The Salem-Keizer Public Schools (SKPS) Board of Education discussed the Boundary Review Task Force’s recommendations for boundary adjustments at work session on Tuesday, Jan. 22, 2019.
Co-chairs of the Boundary Review Task Force Adriana Miranda and Adam Kohler answered questions about the proposal from Board members and shared some history of Task Force conversations that led to the changes included in the proposal. The proposal includes adjustments at 23 elementary schools, six middle schools and four high schools to create balanced enrollments across high school feeder systems and prepare schools for future enrollment growth. The recommendations also reduce the number of schools that split to advance to different middle and high schools from nine splits to six.
At the meeting, staff presented a recommendation to modify the existing continuity exemption and the implementation of the new boundaries. The recommendation would implement the new boundaries at all grades at the elementary level, with the continuity exemption for students entering grades 4 and 5 modified to include bus transportation. The existing continuity exemption would apply to middle school students entering 8th grade, exempt for Stephens and Waldo middle schools where the new boundaries would apply to incoming 6th grade students. Similarly, the new boundaries would apply for incoming 9th grade students at McNary, McKay, North and South. West and Sprague High Schools are not affected by the boundary adjustments.
“For some families, a continuity exemption without transportation is not an option,” said Superintendent Perry. “This modification helps our families that would struggle the most to adjust to new boundaries.”
The Boundary Review Task Force recommendation also urges the Board to consider adding capital construction project to add space at Miller and Kennedy Elementary Schools.
The Board also heard public comment on the boundary adjustments from four community members after its work session.
The School Board is scheduled to vote on all recommendations at its Feb. 12, 2019 meeting. If approved by the Board, the new boundaries would go into effect in fall 2019.
The recommendation is the result of the work of the Boundary Review Task Force, a group of 45 community members who together created a boundary adjustment proposal to balance enrollments across all Salem-Keizer high school feeder systems.
Thanks to the community’s passage of a bond in May, SKPS will invest $619.7 million in Salem and Keizer in the form of school expansions, renovations and improvements over the next five to six years. Boundary adjustments will shift students away from crowded conditions and into these new, improved learning environments.
Maps and descriptions of proposed change areas along with the presentation to the School Board can be found on the district website on the Boundary Adjustments webpage.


→ DESCRIPTION OF THE TASK
From the line containing "on a: Login." through the last line of the entries, output the text exactly. Pictures stay out.

→ DATA FOR THIS EXERCISE
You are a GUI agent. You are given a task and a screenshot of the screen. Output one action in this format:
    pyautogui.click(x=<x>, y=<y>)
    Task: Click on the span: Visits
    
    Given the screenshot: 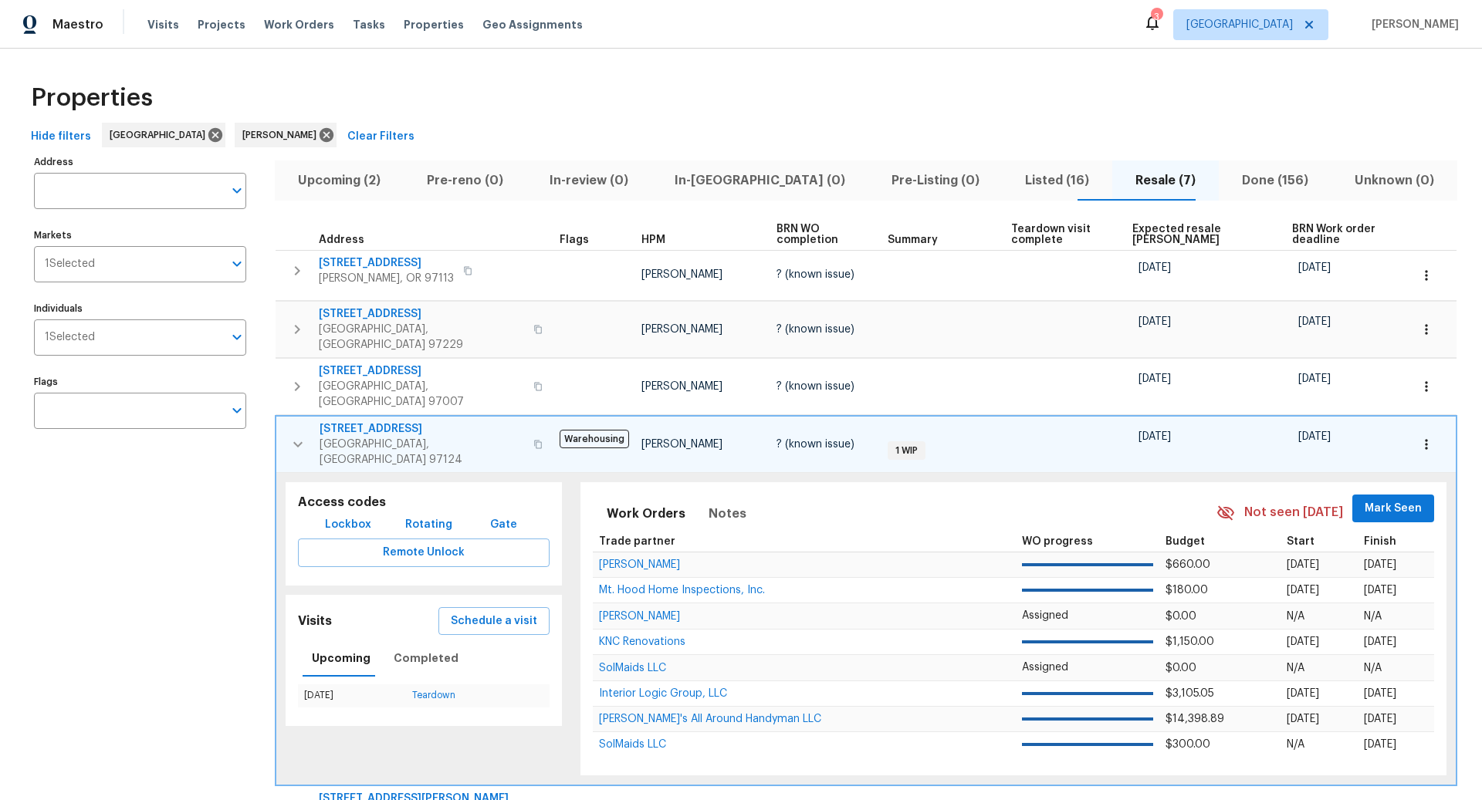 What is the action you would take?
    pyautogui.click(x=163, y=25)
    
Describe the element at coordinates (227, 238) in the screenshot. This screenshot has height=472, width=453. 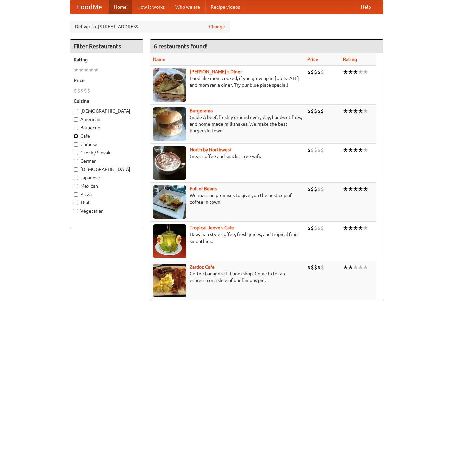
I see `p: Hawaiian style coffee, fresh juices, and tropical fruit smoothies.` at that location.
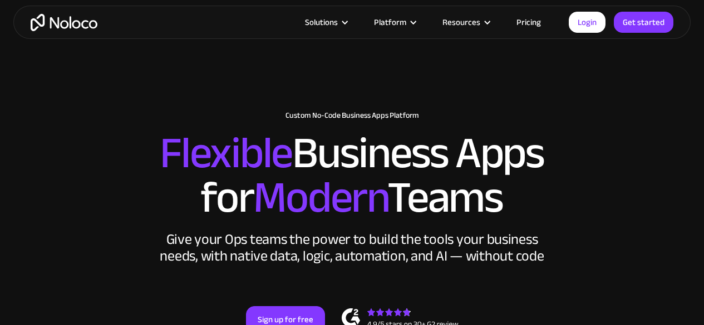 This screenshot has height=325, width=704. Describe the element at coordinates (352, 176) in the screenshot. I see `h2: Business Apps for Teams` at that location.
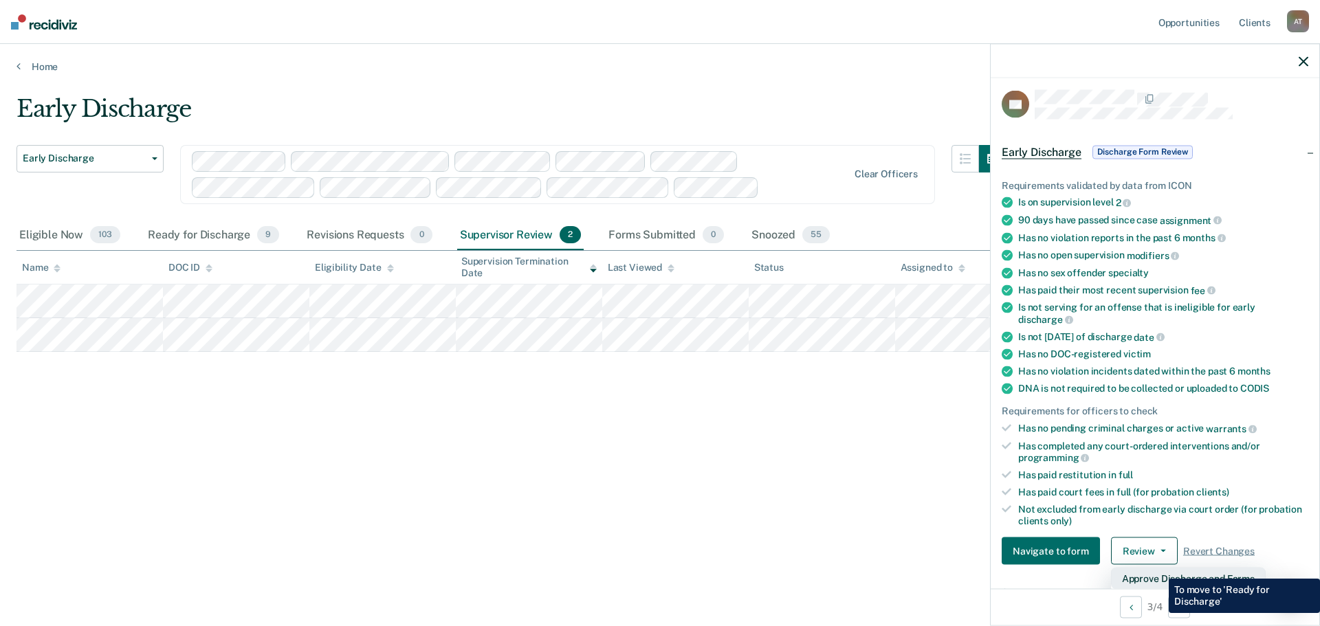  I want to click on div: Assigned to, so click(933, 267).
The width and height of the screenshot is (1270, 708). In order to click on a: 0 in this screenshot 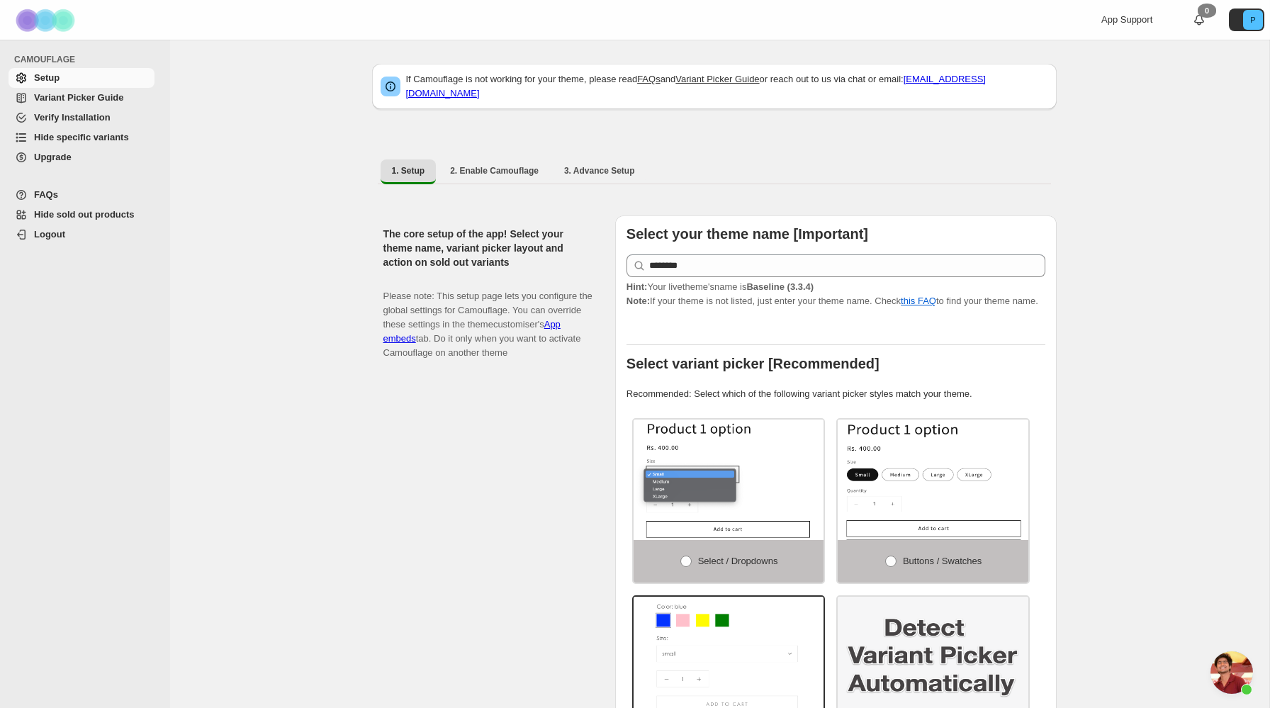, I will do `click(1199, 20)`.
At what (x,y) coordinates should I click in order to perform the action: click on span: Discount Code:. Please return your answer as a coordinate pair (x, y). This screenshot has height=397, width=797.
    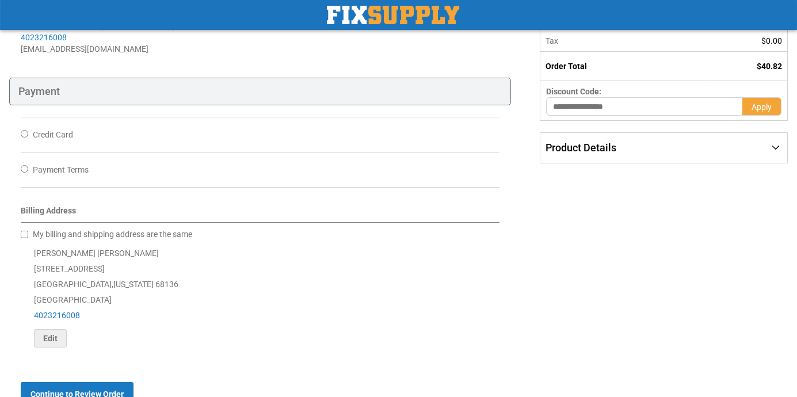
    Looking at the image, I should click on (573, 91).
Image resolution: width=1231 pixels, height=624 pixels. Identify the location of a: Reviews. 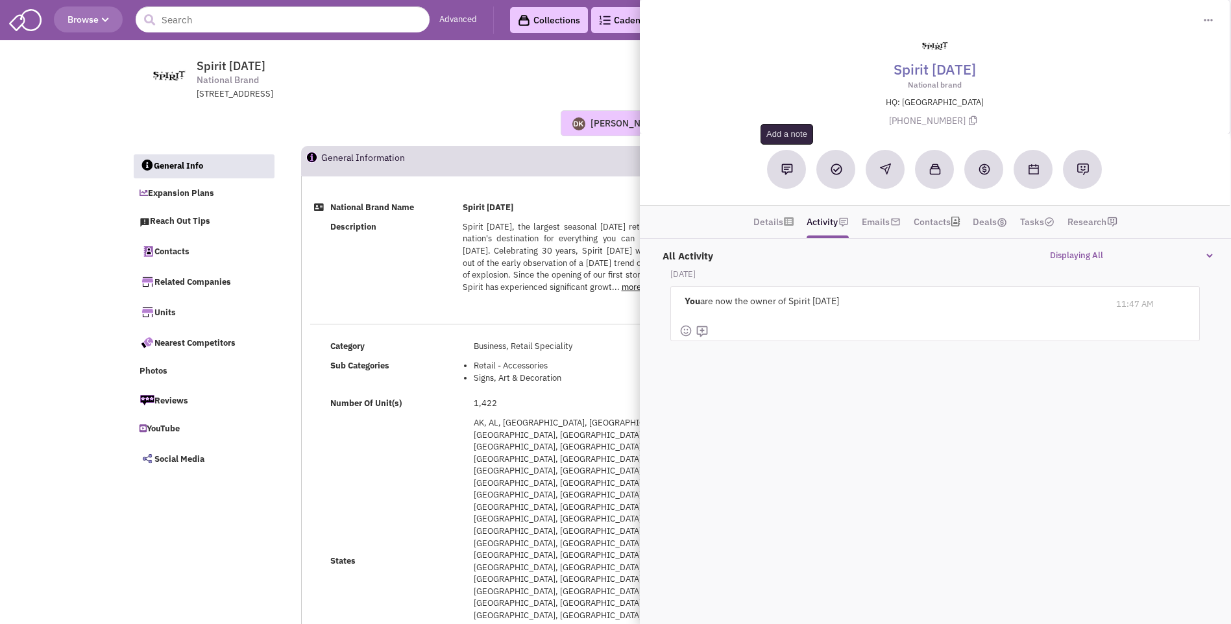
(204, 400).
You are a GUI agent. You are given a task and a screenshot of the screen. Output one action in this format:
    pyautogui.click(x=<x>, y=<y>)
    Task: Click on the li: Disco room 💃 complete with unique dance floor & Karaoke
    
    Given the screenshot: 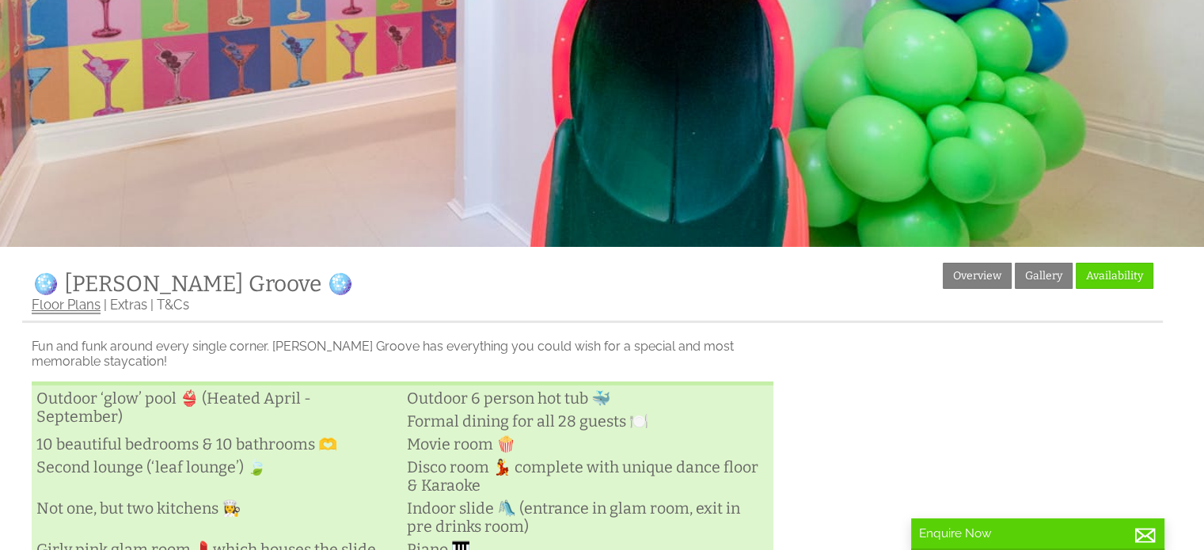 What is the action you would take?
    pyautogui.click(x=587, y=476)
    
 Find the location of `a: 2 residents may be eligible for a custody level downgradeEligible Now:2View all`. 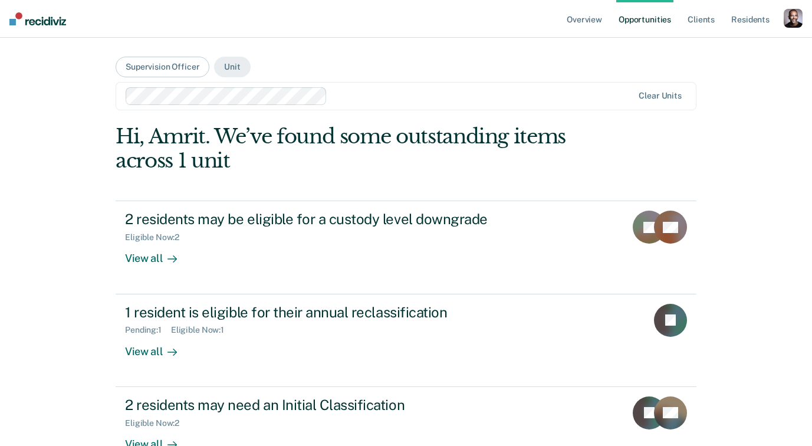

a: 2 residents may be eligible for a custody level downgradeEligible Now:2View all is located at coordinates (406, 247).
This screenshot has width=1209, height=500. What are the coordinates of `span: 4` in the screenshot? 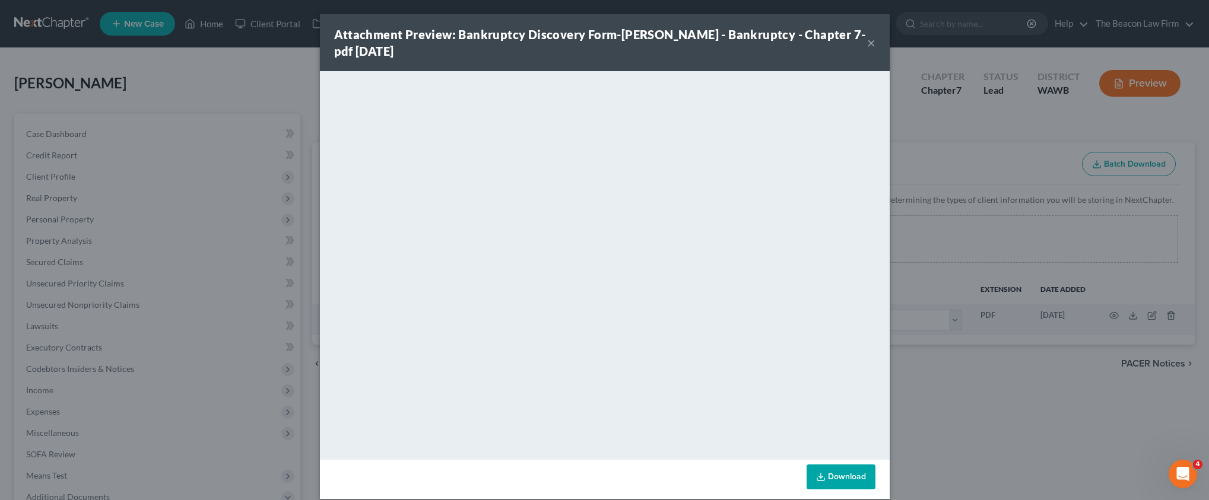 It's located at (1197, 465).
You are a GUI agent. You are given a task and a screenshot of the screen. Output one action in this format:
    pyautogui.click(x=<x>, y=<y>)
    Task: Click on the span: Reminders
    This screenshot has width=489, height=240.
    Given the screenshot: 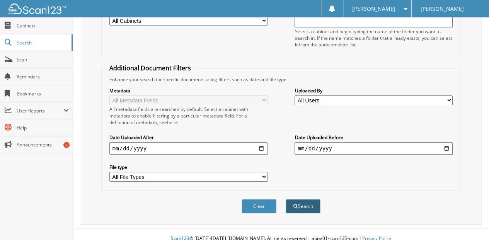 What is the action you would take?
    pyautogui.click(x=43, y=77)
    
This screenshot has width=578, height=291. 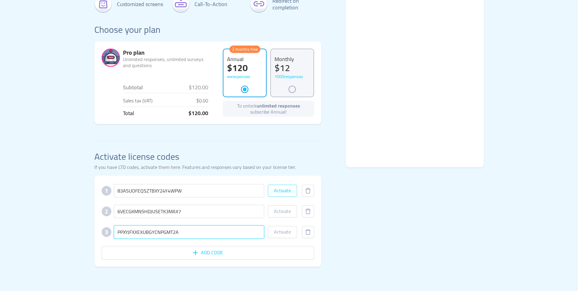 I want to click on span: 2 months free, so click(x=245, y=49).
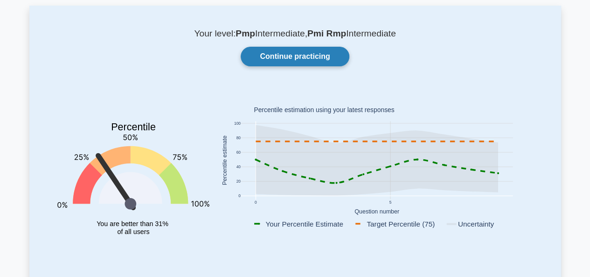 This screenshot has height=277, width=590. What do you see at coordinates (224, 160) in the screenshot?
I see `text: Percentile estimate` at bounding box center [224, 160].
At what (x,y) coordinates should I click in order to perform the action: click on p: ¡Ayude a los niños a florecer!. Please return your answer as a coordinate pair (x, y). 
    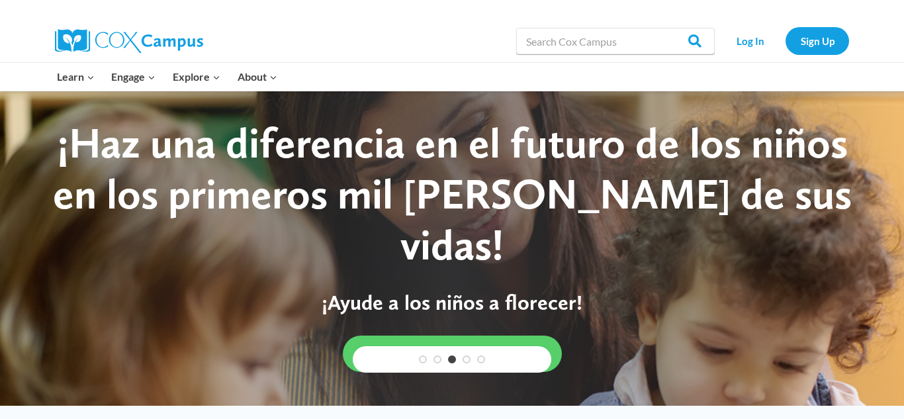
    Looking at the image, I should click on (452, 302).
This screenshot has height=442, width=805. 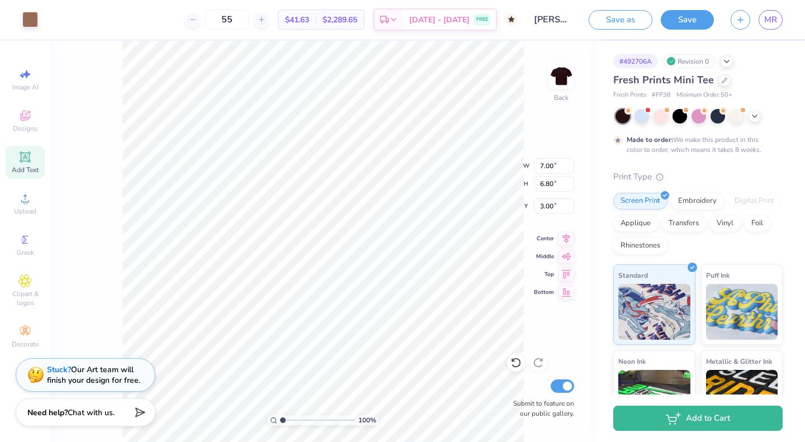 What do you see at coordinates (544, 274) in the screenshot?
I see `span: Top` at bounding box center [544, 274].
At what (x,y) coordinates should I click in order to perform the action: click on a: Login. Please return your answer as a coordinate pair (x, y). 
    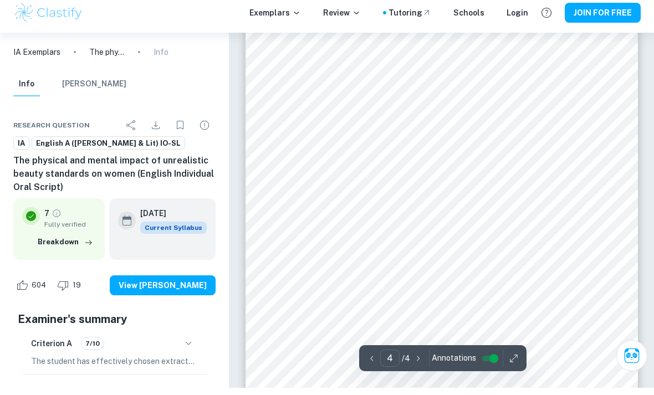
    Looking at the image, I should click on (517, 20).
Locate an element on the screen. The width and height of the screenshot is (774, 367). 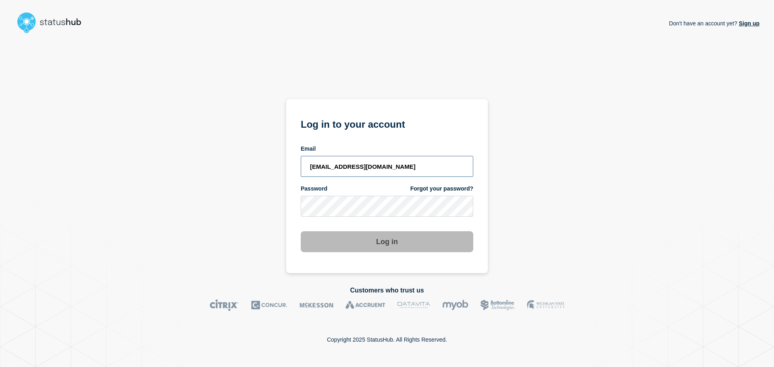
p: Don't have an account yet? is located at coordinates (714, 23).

→ TASK OUTPUT
At what (x,y) coordinates should I click in order to perform the action: click on a: Login. Please return your answer as a coordinate pair (x, y). 
    Looking at the image, I should click on (517, 20).
Locate an element on the screen. The width and height of the screenshot is (774, 367). 
p: Don't have an account yet? is located at coordinates (714, 23).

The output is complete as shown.